▽

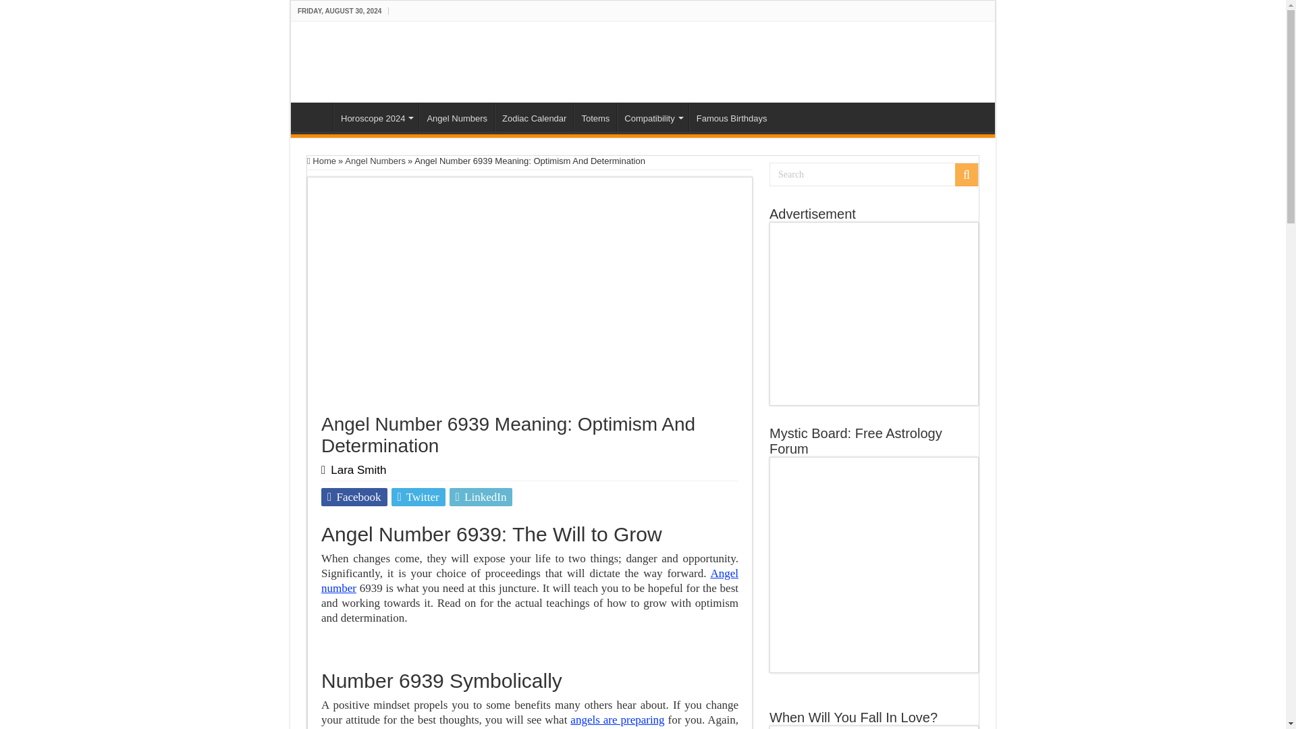 The height and width of the screenshot is (729, 1296). What do you see at coordinates (354, 497) in the screenshot?
I see `Facebook` at bounding box center [354, 497].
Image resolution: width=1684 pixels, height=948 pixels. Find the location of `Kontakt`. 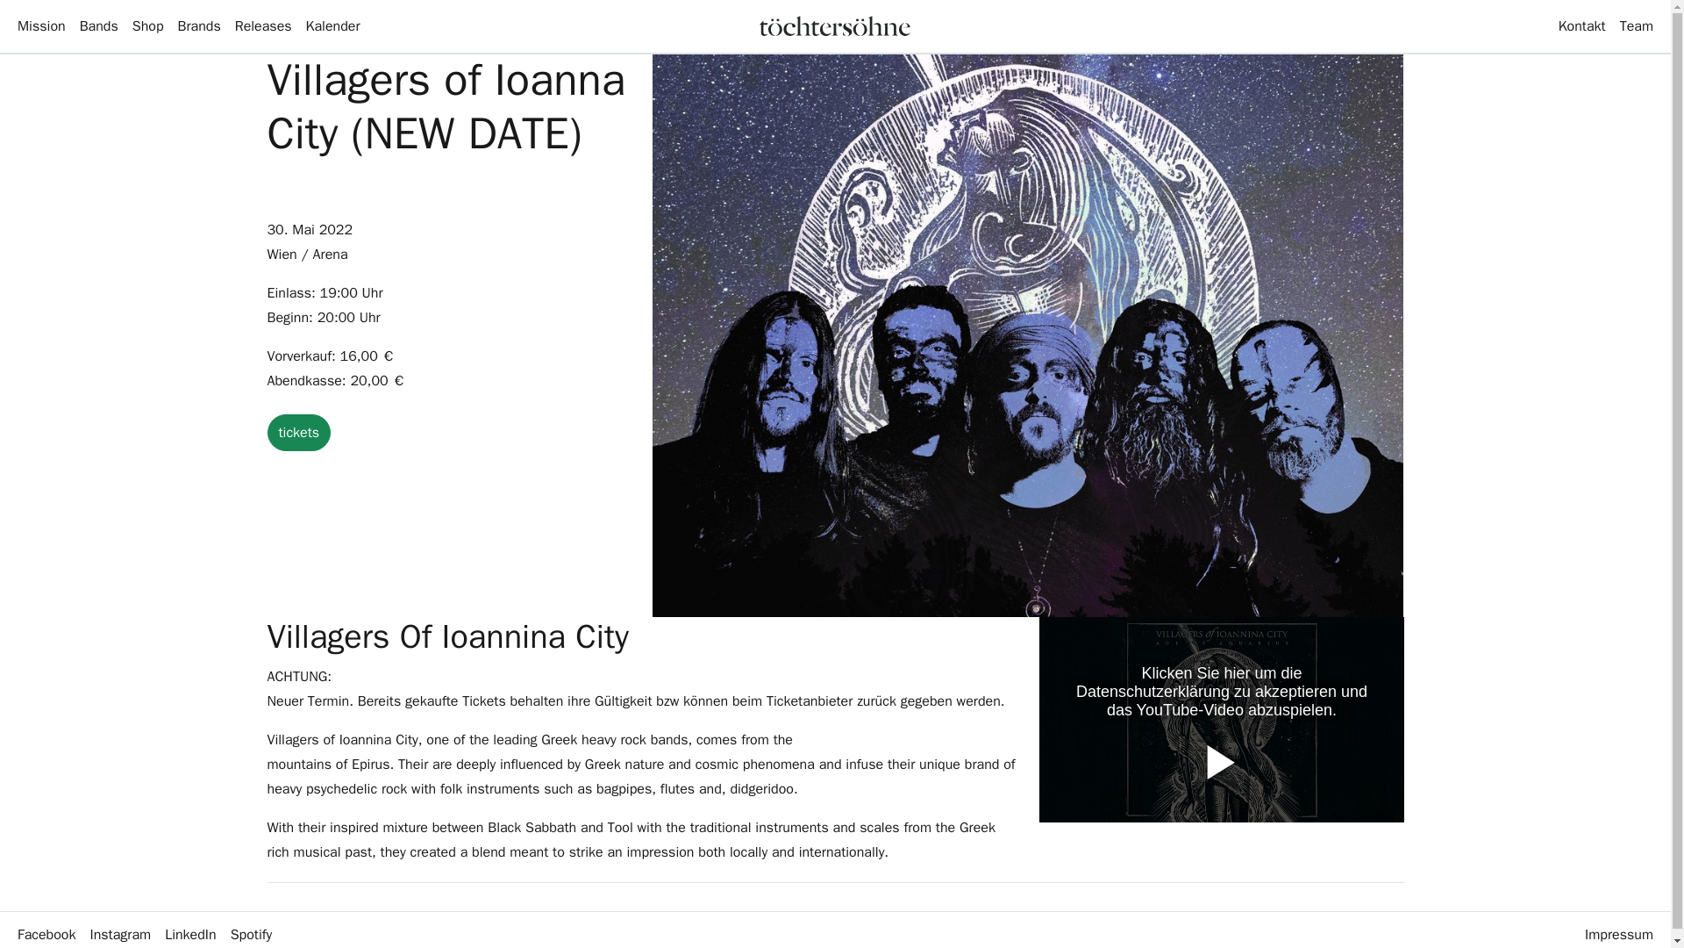

Kontakt is located at coordinates (1583, 25).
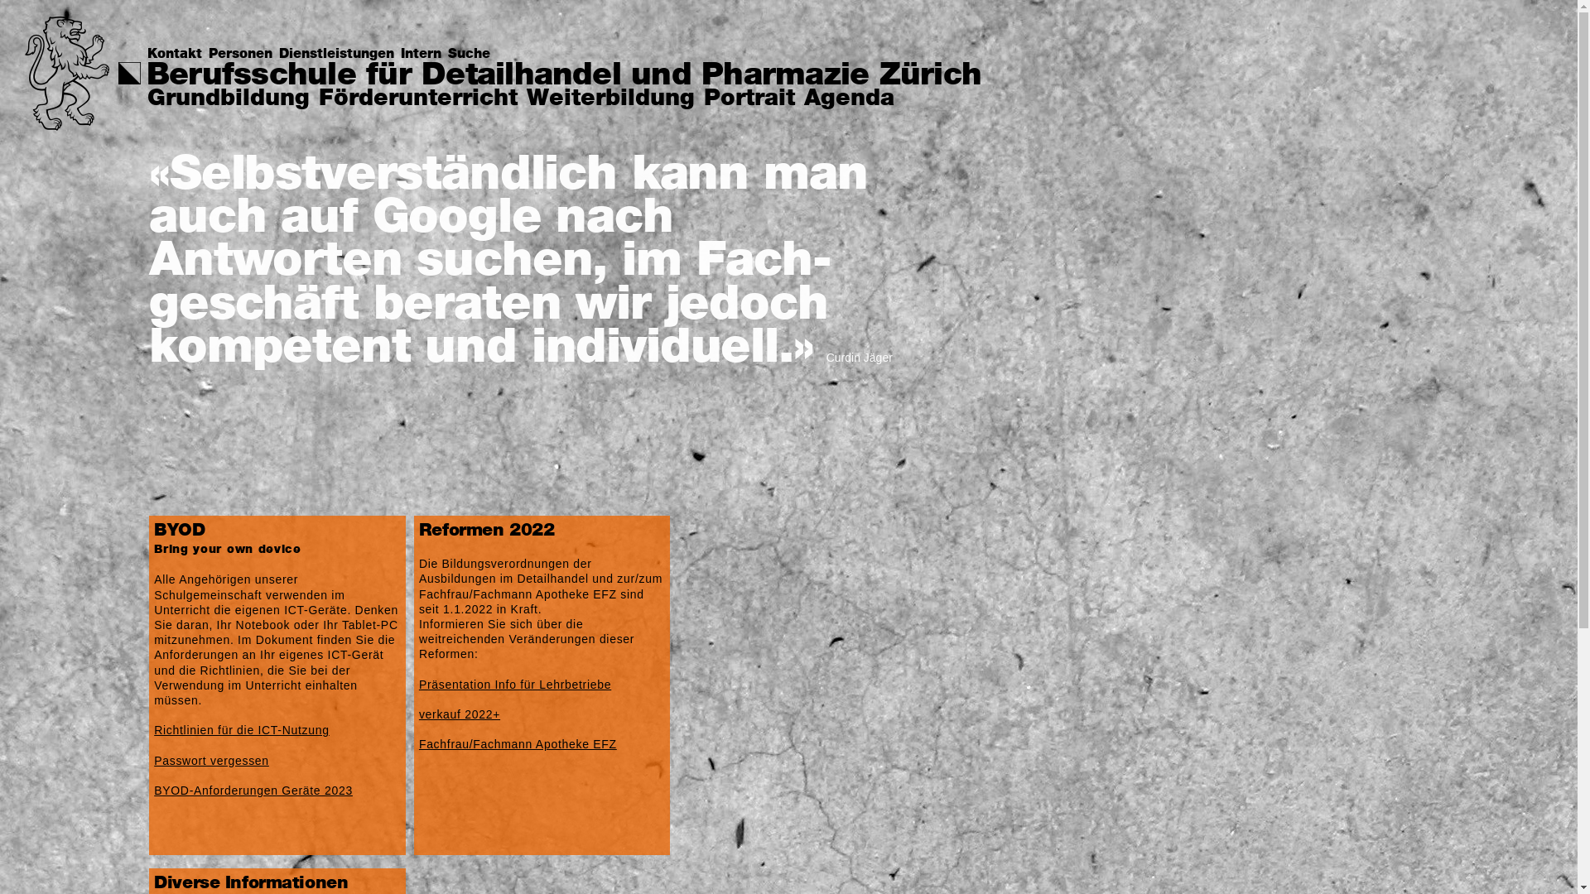 The height and width of the screenshot is (894, 1590). Describe the element at coordinates (339, 55) in the screenshot. I see `Dienstleistungen` at that location.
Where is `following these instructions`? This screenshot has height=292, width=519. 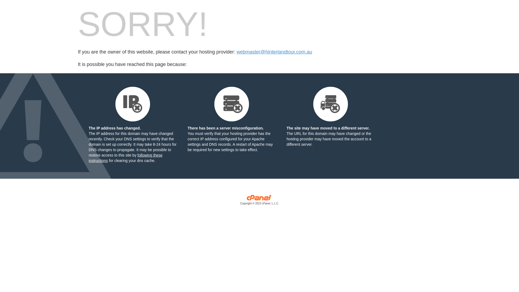
following these instructions is located at coordinates (126, 158).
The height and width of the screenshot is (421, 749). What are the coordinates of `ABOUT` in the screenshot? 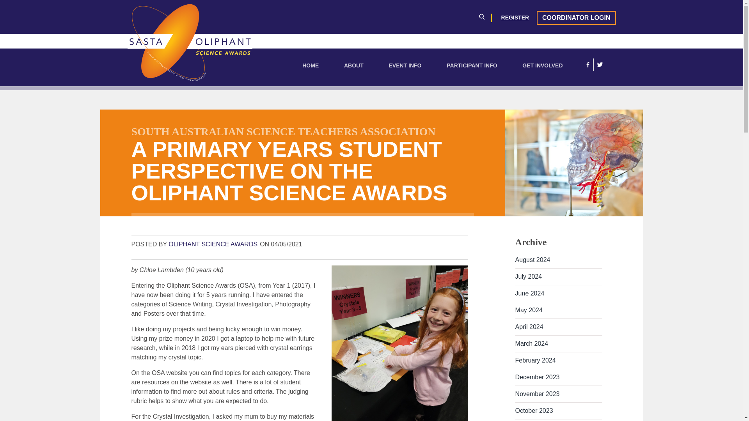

△

Aim of the exercise: Reproduce exactly the lines from the one with "has height=292, width=519." to the bottom of the listing, both ends included, and nothing else. Skip the pictures.

Exercise solution:
Where is `following these instructions`? This screenshot has height=292, width=519. 
following these instructions is located at coordinates (126, 158).
The height and width of the screenshot is (421, 749). What are the coordinates of `ABOUT` in the screenshot? 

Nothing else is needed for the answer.